From 2009 to 2013, pre-65-year-old adult diabetics on employer-sponsored plans saw their healthcare spending increase $1,000 to about $15,000 per capita, according to the Institute, which uses data from Aetna, Humana, Kaiser Permanente and UnitedHealthcare. Those individuals with diabetes also pay more out-of-pocket than their non-diabetic peers, on the order of 2.5 times more.

"The number of people with diabetes continues to grow, as does the health care spending for these individuals," said HCCI executive director David Newman. Diabetes claimed an estimated $245 billion in U.S. spending in 2012, about $175 billion of it in direct healthcare spending

"We, and others, need to better understand the relationship between spending and actual health outcomes for people with diabetes, particularly children," Newman said.

Spending for youth up to age 18 with diabetes (both Type 1 and Type 2) was even higher than for adults, at $15,400 on average, the study found.

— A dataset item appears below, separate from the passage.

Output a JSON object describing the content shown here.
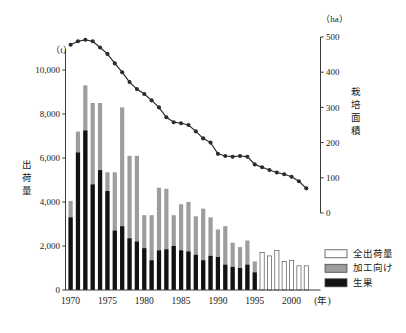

"There has been extraordinary growth in healthcare spending for children with diabetes," said HCCI senior researcher Amanda Frost. "It appears that higher spending on branded insulin is one factor influencing this trend."

In 2013, Frost and colleagues found, about $2,500 was spent on branded insulin per adolescent with diabetes--more than four times the spending on branded insulin for middle-aged and pre-Medicare adults.

The study found that 2013 spending on both branded and generic anti-diabetic medications varied across age groups. While branded anti-diabetic agents consumed more spending for children and young adults, spending on generics was higher in middle-aged and older adults.

Part of the discrepancy comes from the high rate of insulin use among diabetic youths, including those with Type 1 diabetes. In 2013, spending on insulin accounted for 99 percent of diabetic drug spending for children and 95 percent for young adults, compared to just about 50 percent for diabetics in middle-age and in their 50s and early 60s.

Spending on kids with insulin-dependent diabetes--indeed on all insulin-dependent diabetics--is likely to continue as a challenge until a generic form of insulin or more competition among branded agents become available.